His goal of $20 billion by 2020 may sound a bit too pat, even bombastic to those accustomed to the decimal diligence of its old 'guidance' issuances, argue his backers, but it wasn't exactly pulled out of a hat. Infosys has spelt out a credible gameplan and its numbers are under the watch of fund managers who will hold him to it. So far, to Sikka's credit, the more vocal among them have given him a huge thumbs-up. Get on with it, they say.

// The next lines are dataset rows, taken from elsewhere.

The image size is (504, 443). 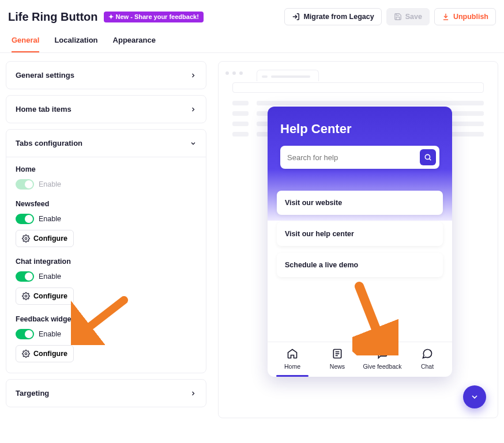 What do you see at coordinates (252, 41) in the screenshot?
I see `main-tabs: General Localization Appearance` at bounding box center [252, 41].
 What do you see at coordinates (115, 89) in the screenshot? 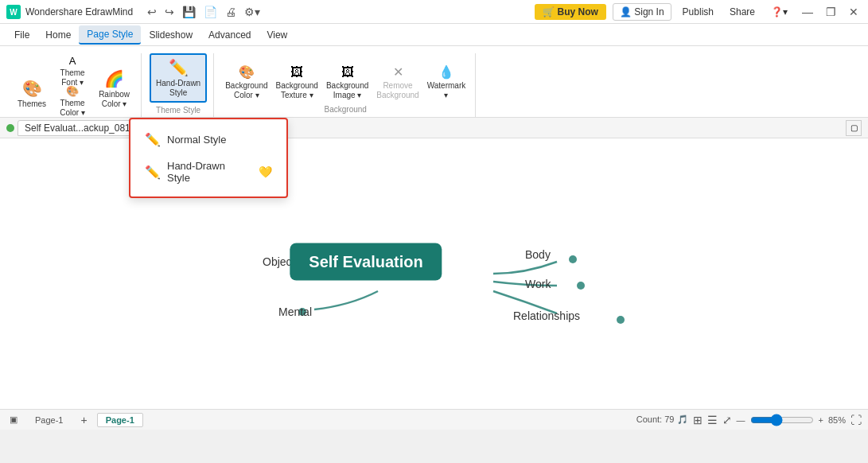
I see `rainbow-color-button: 🌈 Rainbow Color ▾` at bounding box center [115, 89].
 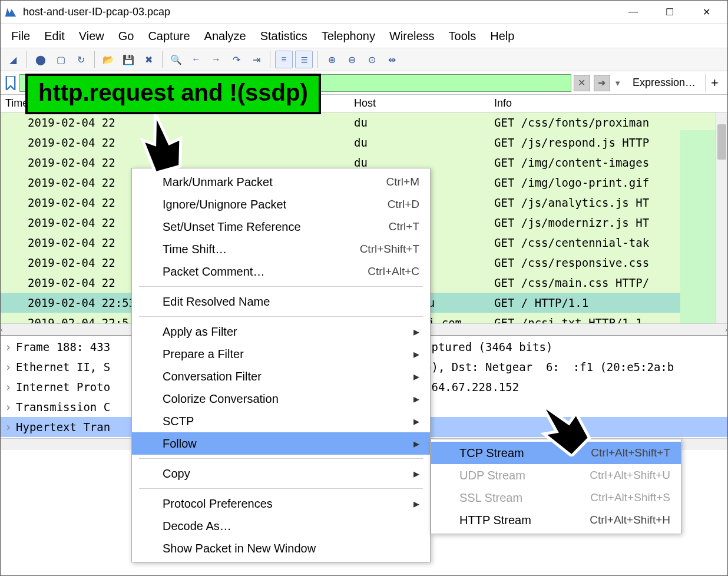 I want to click on menu-item-label: Copy, so click(x=286, y=474).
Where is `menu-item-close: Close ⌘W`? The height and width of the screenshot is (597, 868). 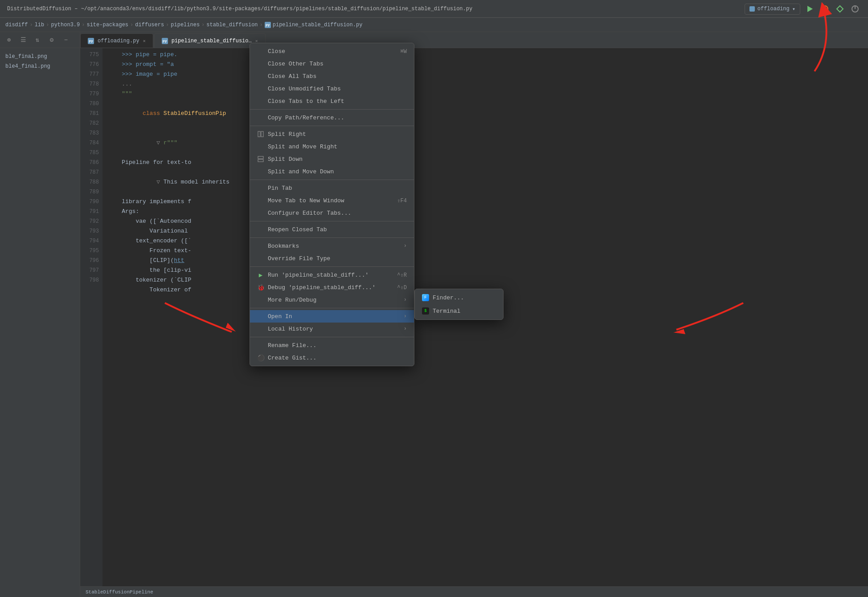
menu-item-close: Close ⌘W is located at coordinates (332, 51).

Even before the recent ouster of Cyrus Mistry from Tata Sons, India Inc had seen a series of unhappy partings between owners and their top recruits. At Britannia, Vinita Bali's 2014 exit was viewed by many as a sad comment on how uneasy such relations remain; Varun Berry has taken over since. Similar concerns have made the goings-on at Godrej Consumer Products Ltd under Vivek Gambhir the stuff of speculation. Of no less curiosity is the odd case of Cipla, which saw its market value double under Subhanu Saxena, a professional, before things went awry with the company's owners; he was succeeded by Umang Vohra last year. In all these, 'the family' has loomed large.
Thankfully, there are several success stories of clear handovers, with the Max Group, Wipro, Marico and Dabur frequently cited as examples. In the US, The Coca-Cola Company, Playboy and Disney are held up as stellar cases.
What makes Infosys exceptional is that it is not closely held. Its ownership not only spans the globe, its very diversity is an assurance that no individual or family exercises more than a sliver of control. The bulk of its shares are with FIIs, and no single institution can have its way with it. Any move to overthrow the status quo would need multiple minds to agree. In other words, it's as close as a business gets to the modern ideal of an entity governed by the collective will of a vast group with little in common but an interest in its well-being. Terms like 'shareholder democracy' have always been premature in India, but the fact that the Infosys spat has played out so openly could augur well for its future. First the Tata affair, and now this-for once, even investors with only a few shares are taking a closer look at how their companies are run.
Regulatory action, of course, doesn't enter the picture unless actual rules are flouted. Scraps over direction and culture are matters only for those whose money is at stake. It's here that founders who turn their companies over to professionals might do themselves a favour by displaying a little more trust in the market to do what's best for all concerned. If a firm is badly run, or finds itself at war with itself over values, it's bound to hurt at some point; and once it shows up in the results, investors will flee and calls for the CEO's scalp will arise with brutal efficiency. While elderly advice should always be welcome, the convergent opinion of many ought to prove better for a company than the weighty voice of a few. Willy-nilly, that's the secret of capitalism's success.